Today I upgraded the spring security version of the application I'm working on from 3.1.3 to 3.1.4, and I noticed a deprecation warning on the org.springframework.security.authentication.encoding.ShaPasswordEncoder
class.
So I switched to the new org.springframework.security.crypto.password.StandardPasswordEncoder
implementation.
I had it working and I'm able to register a new user and login in my application, but, as I feared, I'm not able to login using passwords generated with the previous ShaPasswordEncoder and my custom salt.
Since I have a database with many users already registered, what should I do to switch implementation without invalidating the old encoded passwords? Is it even possible?

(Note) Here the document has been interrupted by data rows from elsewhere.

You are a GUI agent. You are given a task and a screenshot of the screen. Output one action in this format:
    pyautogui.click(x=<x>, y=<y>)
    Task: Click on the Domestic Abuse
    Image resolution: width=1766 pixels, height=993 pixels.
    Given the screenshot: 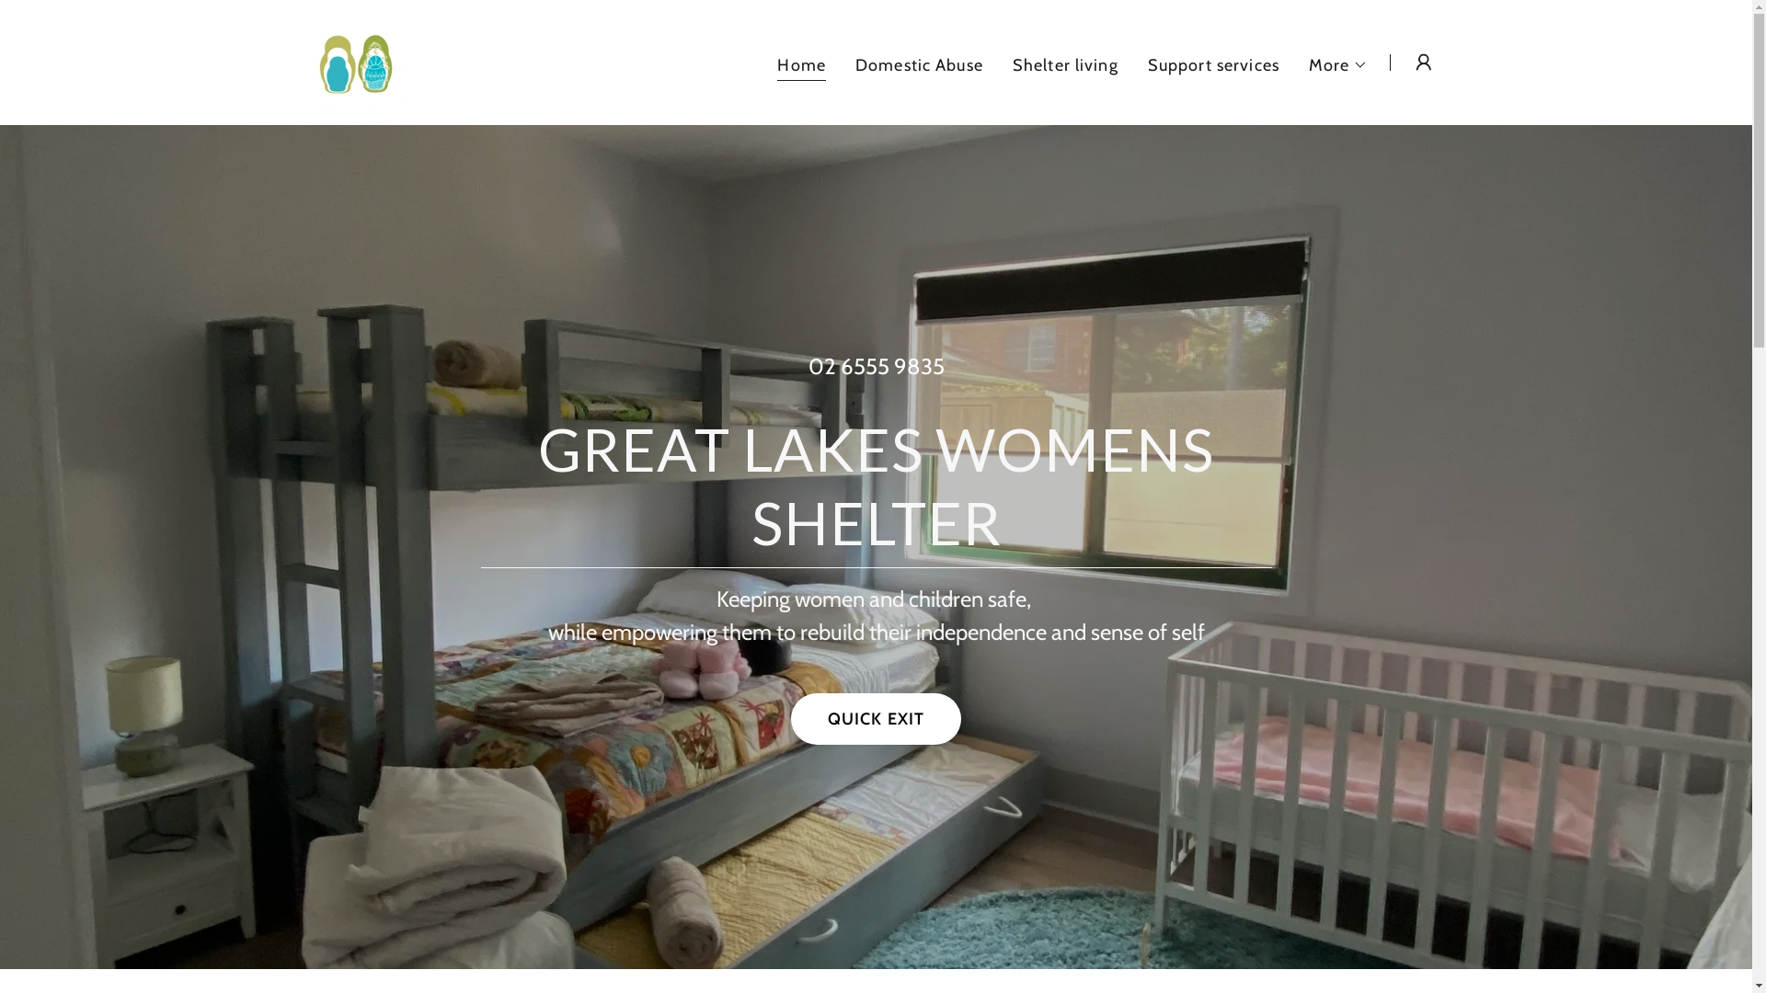 What is the action you would take?
    pyautogui.click(x=920, y=64)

See also: How to use new PasswordEncoder from Spring Security
The UsernamePasswordAuthenticationToken is an implementation of interface Authentication which extends the interface Principal . Principal is defined in the JSE java. security . UsernamePasswordAuthenticationToken is a concept in Spring Security which implements the Principal interface.
Scrypt is based on Salsa20 which performs poorly in Java (on par with AES) but performs awesome (~4-5x faster) on SIMD capable platforms.
Generate a BCrypt PasswordThis example uses BCryptPasswordEncoder to hash a password “123456”. In BCrypt hashing algorithm, each time, a different hash value of length 60 is generated. It's normal to get a different value each time you hash a value with BCrypt, because salt is generated randomly.
Spring Security is a powerful and highly customizable authentication and access-control framework. It is the de-facto standard for securing Spring-based applications.
If you want to switch to a more secure password encoding mechanism, then I would recommend you use BCrypt. I would use something like this to migrate your users:
// Implement the old PasswordEncoder interface
public class MigrateUsersPasswordEncoder implements PasswordEncoder {
@Autowired
ShaPasswordEncoder legacyEncoder;
@Autowired
JdbcTemplate template;
BCryptPasswordEncoder bcryptEncoder = new BCryptPasswordEncoder();
@Override
public String encodePassword(String rawPass, Object salt) {
return bcryptEncoder.encode(rawPass);
}
@Override
public boolean isPasswordValid(String encPass, String rawPass, Object salt) {
if (legacyEncoder.isPasswordValid(encPass, rawPass, salt)) {
template.update("update users set password = ? where password = ?", bcryptEncoder.encode(rawPass), encPass);
return true;
}
return bcryptEncoder.matches(rawPass, encPass);
}
}
You can check what proportion of users have been migrated by the format of the password field. BCrypt strings have a distinctive syntax beginning with a $
sign.
One of the other answers points out that this code could accidentally update multiple passwords at the same time. The question stated that a custom salt was being used, so the chance of collisions is negligible if the salt is randomly chosen, but this might not always be the case. If two passwords were updated, what would the problem be? It would then be possible to detect that accounts have the same password from the bcrypt hashes. That's the case anyway since it requires that the SHA hashes were the same for the update to occur. If you think it might be a problem (e.g. because of poor salt choice or even the use of unsalted hashes) it would be trivial to modify the SQL to detect this and perform multiple updates with separate BCrypt hash values.
I tried to add a comment to the accepted answer, but alas, I don't have enough cred yet. :(
I believe the accepted answer's code snippet is potentially dangerous where it updates the password in the database. If the ShaPasswordEncoder produces the same results when encrypting (which is why the assumption is being made that the old password can be found, and I verified this is definitely true at least with a null salt on the ShaPasswordEncoder), you still cannot guarantee that the password is unique amongst all users. You could, by chance, share the same password as another user on the system, and that SQL code would end up changing all users that happen to have your password.
I think the safest strategy is to not update the user's password, and instead provide a migration strategy that plans for the eventual removal of the ShaPasswordEncoder.